Gunsmoke Blues by Balogun Ojetade

Gunsmoke Blues by Balogun Ojetade

Author:Balogun Ojetade [Ojetade, Balogun]
Language: eng
Format: epub
ISBN: 9781722386122
Google: TL08vAEACAAJ
Goodreads: 41927306
Publisher: Roaring Lions Productions
Published: 2018-09-16T23:00:00+00:00


CHAPTER THIRTY-FOUR

Charity Hospital, full moon.

Doctor Laveau yawned. After working an eighteen-hour shift he was reaching the limit of his endurance. Not since his days as a junior doctor had he been so overworked, and he had been a lot younger then. The number of patients requiring Intensive Care grew almost day by day. Never mind beds—there simply weren’t enough doctors to treat them all. Whatever this thing was, it was spreading at epidemic rates.

Susie was right. The bite cases needed to be kept away from other patients. Doctor Laveau had already asked the Medical Director for a dedicated ward, but the hospital was stretched to full capacity. He would have to deal with the outbreak with the resources already at his disposal.

He’d begun to make a little progress in treating the condition, mostly by trial and error. Administering intravenous fluids as early as possible was the critical factor. That, and the severity of the wound. Bites were a lot more dangerous than scratches, as far as he could tell.

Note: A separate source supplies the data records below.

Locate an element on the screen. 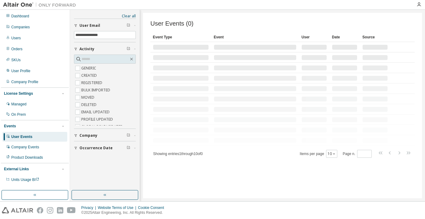 The width and height of the screenshot is (425, 219). span: Activity is located at coordinates (87, 49).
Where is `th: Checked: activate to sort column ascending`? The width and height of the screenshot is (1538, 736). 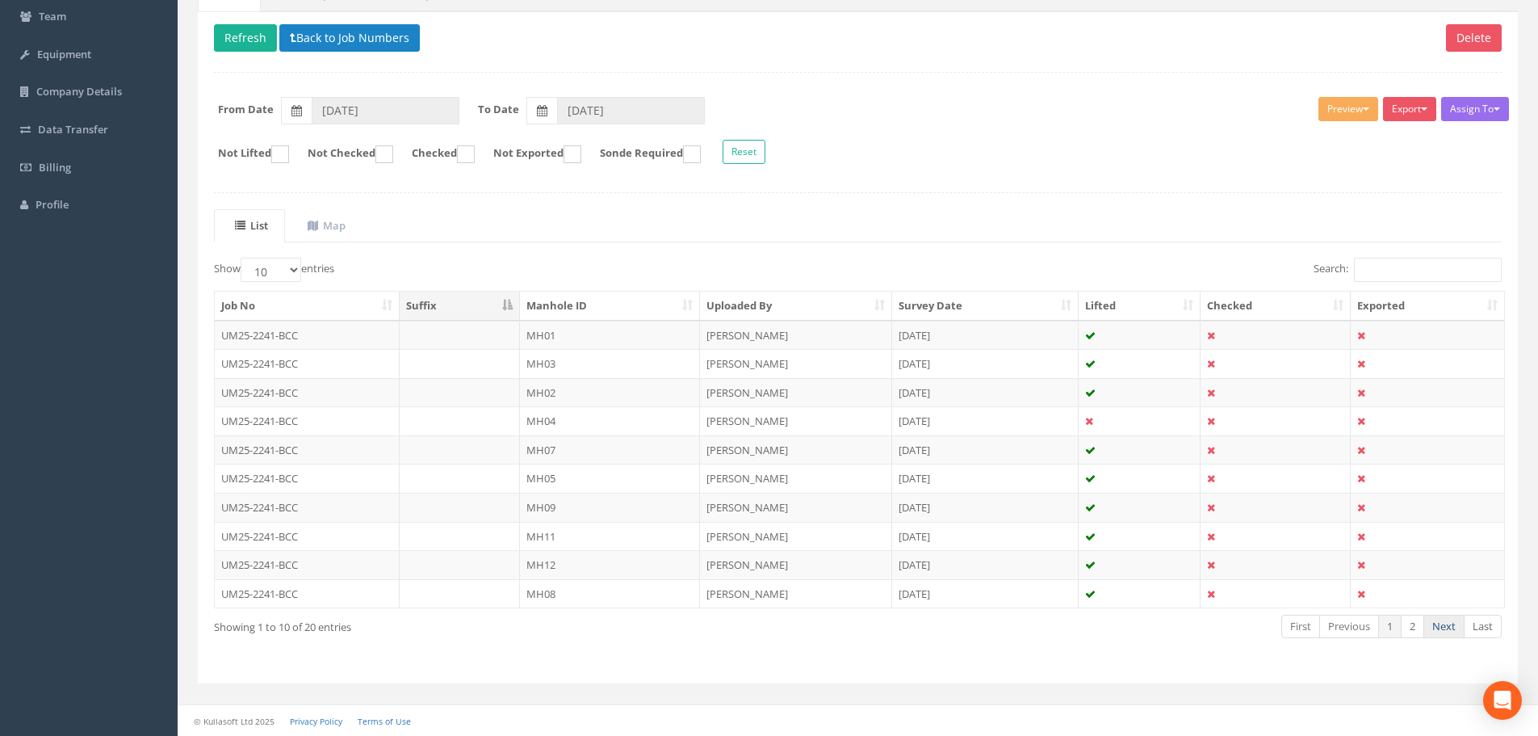 th: Checked: activate to sort column ascending is located at coordinates (1276, 306).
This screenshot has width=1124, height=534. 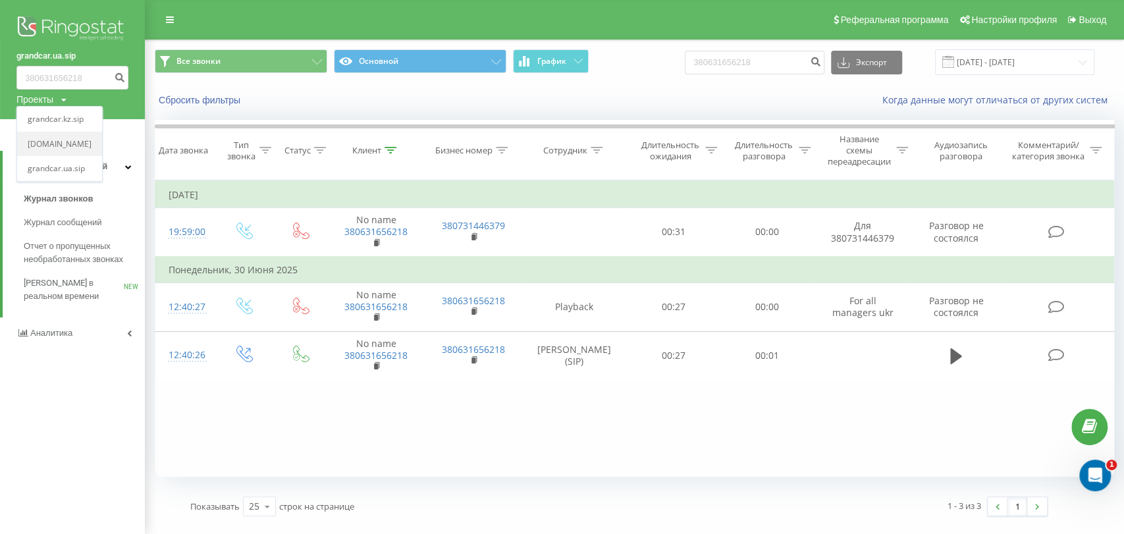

The patients that survived the critical stage and regained consciousness seemed to make a partial recovery, but he wouldn’t say they were completely cured. In the end he had no choice but to discharge them in order to free up beds for new arrivals. The whole situation was just one step away from blowing up.

It had been hard to spot a pattern in the cases at first, because of the high degree of variability of the symptoms. The case reports had confused him too. Rats, humans. Sometimes bites, other times just scratches. It was hard to make sense of the information, and he still didn’t really know what he was dealing with. He’d had blood samples from his patients tested for viral, parasitic and fungal infections but nothing had shown up. Bacterial infection didn’t seem to be a factor either, or at least none of the antibiotics he’d tried had done much to combat the primary infection.

The patients’ immune systems were clearly battling against a pathogen of some type, but the doctors and laboratory technicians couldn’t identify it. The new condition had the hallmarks of something completely new to medicine.

He recalled reading something in the news a year or so prior. Some mad Negro doctor in Chicago—Dr. Williams, he remembered—had predicted a rat apocalypse, or at least that was how some of the newspapers had reported it. He’d read the original articles, but they were more fevered speculation than journalistic fact. He hadn’t been able to locate any actual medical papers. But he’d discovered something else in his correspondences with hospitals around the country that had piqued his interest—similar reports of cases from other hospitals. He’d even unearthed a few cases overseas, dating back nearly a year, close to the time of the newspaper stories. It was starting to look like Dr. Daniel Hale Williams’ predictions contained a grain of truth.

He was examining the progress of one of the bite patients when the screaming started.

They were a man’s screams, and not just the usual cry for help you heard on a hospital ward, but something more primal, more desperate.